The International Labour Organization's Global Wage Report is a key reference on wages and wage inequality for the academic community and policy-makers around the world.

This eighth edition of the report, The Impact of inflation and COVID-19 on wages and purchasing power, examines the evolution of real wages, giving a unique picture of wage trends globally and by region. The report includes evidence on how wages have evolved through the COVID-19 crisis as well as how the current inflationary context is biting into real wage growth in most regions of the world. The report shows that for the first time in the 21st century real wage growth has fallen to negative values while, at the same time, the gap between real productivity growth and real wage growth continues to widen.
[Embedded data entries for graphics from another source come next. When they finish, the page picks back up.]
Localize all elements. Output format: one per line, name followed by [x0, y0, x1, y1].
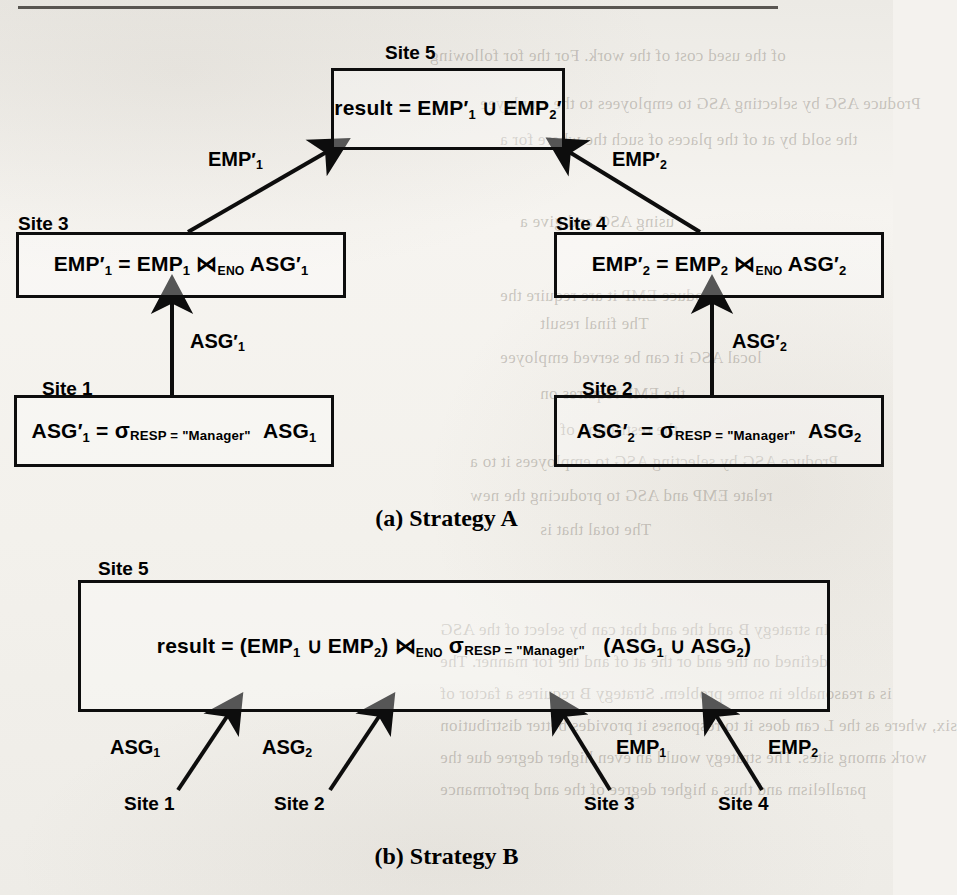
- token-equals: =: [221, 634, 233, 657]
- formula-site5-strategy-a: result = EMP′1 ∪ EMP2′: [334, 96, 561, 122]
- token-emp: EMP: [328, 634, 374, 657]
- token-emp: EMP: [592, 252, 638, 275]
- edge-label-text: ASG: [262, 736, 305, 758]
- selection-condition: RESP = "Manager": [464, 643, 585, 658]
- site-label-site5-a: Site 5: [385, 42, 436, 64]
- join-icon: ⋈: [395, 634, 416, 657]
- join-icon: ⋈: [196, 252, 217, 275]
- arrow-b-site1: [178, 712, 230, 790]
- edge-label-sub: 1: [659, 746, 666, 760]
- token-sub-1: 1: [301, 263, 308, 278]
- token-asg: ASG: [32, 419, 78, 442]
- edge-label-emp1: EMP1: [616, 736, 666, 760]
- site-label-site5-b: Site 5: [98, 558, 149, 580]
- join-attribute: ENO: [416, 645, 443, 659]
- token-prime: ′: [557, 97, 562, 119]
- token-sub-2: 2: [839, 263, 846, 278]
- token-equals: =: [399, 96, 411, 119]
- edge-label-sub: 2: [811, 746, 818, 760]
- site-label-b-site2: Site 2: [274, 793, 325, 815]
- edge-label-text: EMP: [768, 736, 811, 758]
- edge-label-sub: 2: [660, 158, 667, 172]
- token-sub-1: 1: [468, 107, 475, 122]
- edge-label-text: ASG: [190, 330, 233, 352]
- token-emp: EMP: [54, 252, 100, 275]
- node-site4: EMP′2 = EMP2 ⋈ENO ASG′2: [554, 232, 884, 298]
- token-sub-2: 2: [549, 107, 556, 122]
- edge-label-text: ASG: [732, 330, 775, 352]
- site-label-b-site4: Site 4: [718, 793, 769, 815]
- union-icon: ∪: [307, 634, 322, 657]
- join-attribute: ENO: [756, 264, 783, 278]
- formula-site2: ASG′2 = σRESP = "Manager" ASG2: [577, 418, 862, 445]
- token-emp: EMP: [137, 252, 183, 275]
- token-asg: ASG: [610, 634, 656, 657]
- token-sub-1: 1: [293, 644, 300, 659]
- token-result: result: [157, 634, 215, 657]
- caption-strategy-b: (b) Strategy B: [0, 843, 893, 870]
- token-sub-2: 2: [737, 644, 744, 659]
- edge-label-asg1: ASG1: [110, 736, 160, 760]
- node-site3: EMP′1 = EMP1 ⋈ENO ASG′1: [16, 232, 346, 298]
- join-attribute: ENO: [218, 264, 245, 278]
- token-sub-2: 2: [854, 429, 861, 444]
- token-sub-1: 1: [656, 644, 663, 659]
- edge-label-emp1-prime: EMP′1: [208, 148, 263, 172]
- union-icon: ∪: [482, 96, 497, 119]
- token-sub-2: 2: [721, 263, 728, 278]
- edge-label-sub: 1: [256, 158, 263, 172]
- join-icon: ⋈: [734, 252, 755, 275]
- token-asg: ASG: [808, 419, 854, 442]
- site-label-b-site3: Site 3: [584, 793, 635, 815]
- edge-label-asg2: ASG2: [262, 736, 312, 760]
- sigma-icon: σ: [115, 418, 130, 443]
- node-site5-strategy-b: result = (EMP1 ∪ EMP2) ⋈ENO σRESP = "Man…: [78, 580, 830, 712]
- formula-site3: EMP′1 = EMP1 ⋈ENO ASG′1: [54, 252, 309, 278]
- selection-condition: RESP = "Manager": [675, 428, 796, 443]
- sigma-icon: σ: [449, 633, 464, 658]
- selection-condition: RESP = "Manager": [130, 428, 251, 443]
- arrow-b-site4: [714, 712, 762, 790]
- node-site2: ASG′2 = σRESP = "Manager" ASG2: [554, 395, 884, 467]
- token-asg: ASG: [788, 252, 834, 275]
- edge-label-text: EMP: [612, 148, 655, 170]
- token-rparen: ): [381, 634, 388, 657]
- edge-label-asg2-prime: ASG′2: [732, 330, 787, 354]
- edge-label-sub: 1: [153, 746, 160, 760]
- node-site1: ASG′1 = σRESP = "Manager" ASG1: [14, 395, 334, 467]
- edge-label-emp2: EMP2: [768, 736, 818, 760]
- token-equals: =: [118, 252, 130, 275]
- token-emp: EMP: [503, 96, 549, 119]
- edge-label-text: EMP: [616, 736, 659, 758]
- token-result: result: [334, 96, 392, 119]
- site-label-b-site1: Site 1: [124, 793, 175, 815]
- token-rparen: ): [744, 634, 751, 657]
- arrow-b-site3: [562, 712, 610, 790]
- token-asg: ASG: [690, 634, 736, 657]
- token-emp: EMP: [247, 634, 293, 657]
- token-asg: ASG: [577, 419, 623, 442]
- token-equals: =: [641, 419, 653, 442]
- token-sub-2: 2: [643, 263, 650, 278]
- edge-label-sub: 1: [238, 340, 245, 354]
- token-emp: EMP: [417, 96, 463, 119]
- formula-site4: EMP′2 = EMP2 ⋈ENO ASG′2: [592, 252, 847, 278]
- token-emp: EMP: [675, 252, 721, 275]
- token-sub-2: 2: [628, 429, 635, 444]
- edge-label-sub: 2: [305, 746, 312, 760]
- edge-label-text: ASG: [110, 736, 153, 758]
- token-equals: =: [656, 252, 668, 275]
- formula-site5-strategy-b: result = (EMP1 ∪ EMP2) ⋈ENO σRESP = "Man…: [157, 633, 751, 660]
- sigma-icon: σ: [660, 418, 675, 443]
- token-asg: ASG: [250, 252, 296, 275]
- arrow-b-site2: [330, 712, 382, 790]
- token-sub-1: 1: [105, 263, 112, 278]
- token-sub-1: 1: [183, 263, 190, 278]
- formula-site1: ASG′1 = σRESP = "Manager" ASG1: [32, 418, 317, 445]
- token-sub-1: 1: [83, 429, 90, 444]
- edge-label-emp2-prime: EMP′2: [612, 148, 667, 172]
- edge-label-asg1-prime: ASG′1: [190, 330, 245, 354]
- node-site5-strategy-a: result = EMP′1 ∪ EMP2′: [331, 68, 565, 150]
- token-equals: =: [96, 419, 108, 442]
The report analysis the evolution of the real total wage bill from 2019 to 2022 to show how its different components—employment, nominal wages and inflation—have changed during the COVID-19 crisis and, more recently, during the cost-of-living crisis. The decomposition of the total wage bill, and its evolution, is shown for all wage employees and distinguishes between women and men. The report also looks at changes in wage inequality and the gender pay gap to reveal how COVID-19 may have contributed to increasing income inequality in different regions of the world. Together, the empirical evidence in the report becomes the backbone of a policy discussion that could play a key role in a human-centred recovery from the different ongoing crises.


DOWNLOAD HERE

ETUI advertisement

The EU recovery strategy: a blueprint for a more Social Europe or a house of cards?

This new ETUI paper explores the European Union recovery strategy, with a focus on its potentially transformative aspects vis-à-vis European integration and its implications for the social dimension of the EU’s socio-economic governance. In particular, it reflects on whether the agreed measures provide sufficient safeguards against the spectre of austerity and whether these constitute steps away from treating social and labour policies as mere ‘variables’ of economic growth.